His thoughts trickled to a halt as he looked out those windows, though, spotting that same chessboard from earlier. It was not so much the gameboard itself, as it was the disconcerting impression that all the pieces were in completely different positions than the last time he looked at it.

“That can’t be right…” he mumbled, wondering if this was just some sort of hallucination. It’s just because I’m seeing it from a different angle, that’s all

Yet the stubborn intuition hung on that they were indeed in different places than before, and told his rational mind that if he believed it was just different angles, he also had a famous bridge to sell himself. Decided that unless he actually saw Melissa, or one of the other children, out there, he was staying the hell away from that thing. Trusted those game pieces about as far as he could throw them, if even that far.

Questioned if he should even trust the image of anyone out there in the first place.

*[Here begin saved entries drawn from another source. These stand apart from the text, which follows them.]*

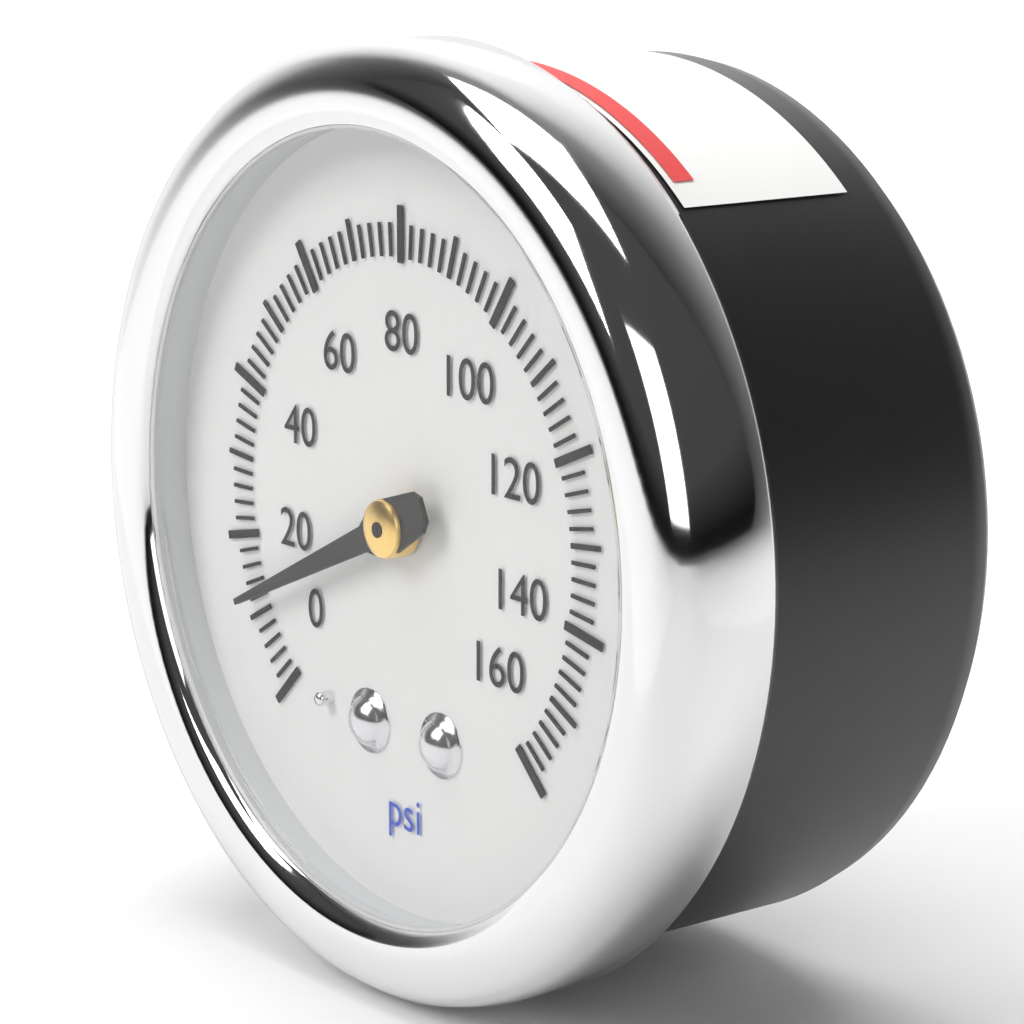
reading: 12 psi
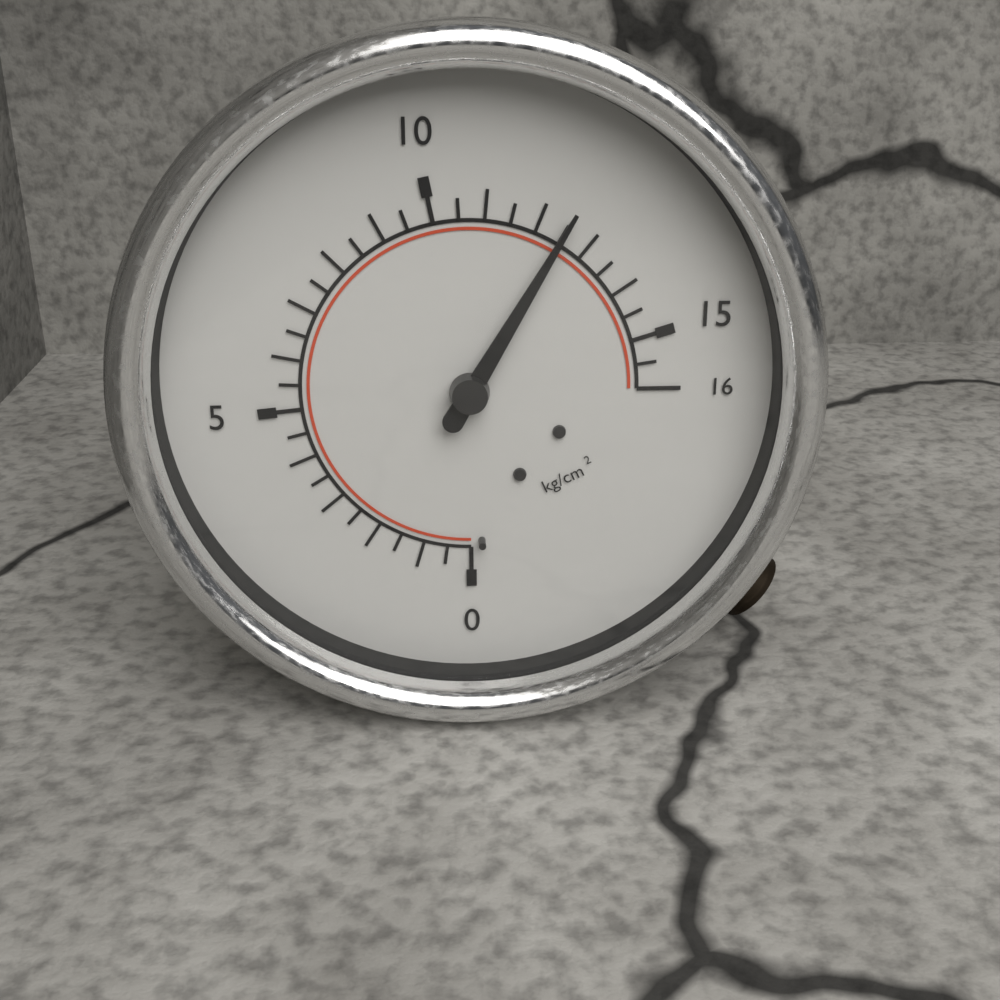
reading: 12.5 kg/cm²
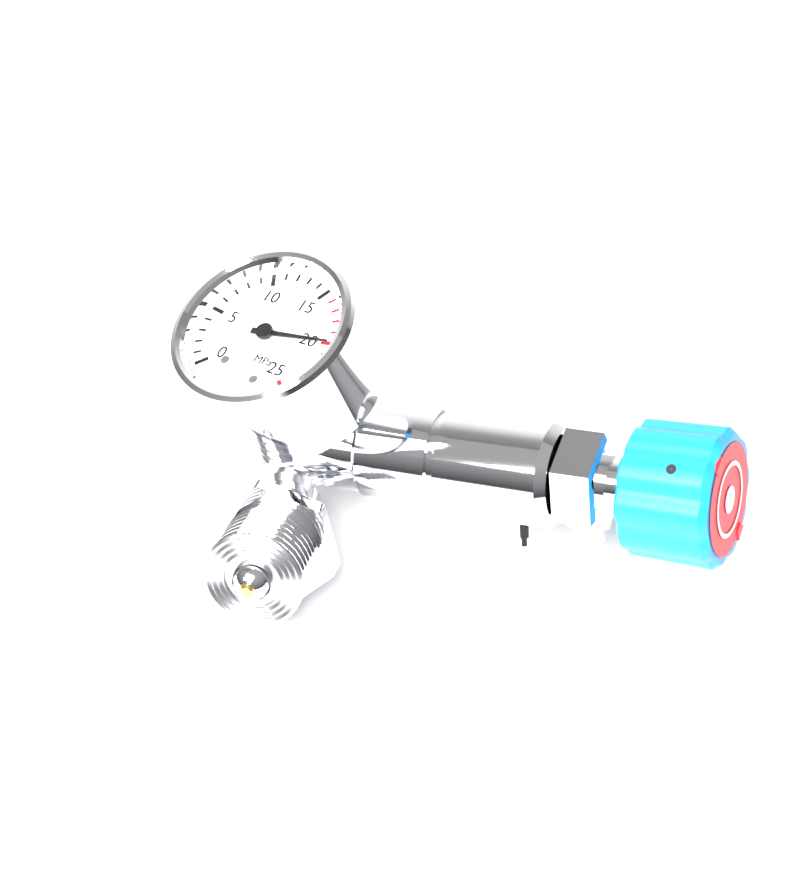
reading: 20 MPa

There just seemed to be some sort of natural law, he reflected as he turned back to resume his search, that these sorts of crises could only happen under a blameless blue sky. Thought about how, if this were an abandoned mansion from his own world, it would be fun to go up to one of those towers and wave at everyone. Especially to piss Travis off.

Though, aside from the cellar, he quickly concluded that was about the last place he wanted to find her, could all too easily picture her being menaced by something just out of his mind’s eye’s picture, some unhallowed thing his unsettled imagination couldn’t quite settle on a definitive form for, that would push her right over the parapet, and onto the steep roofs just below…

That image only served to renew his sense of urgency as he pressed on.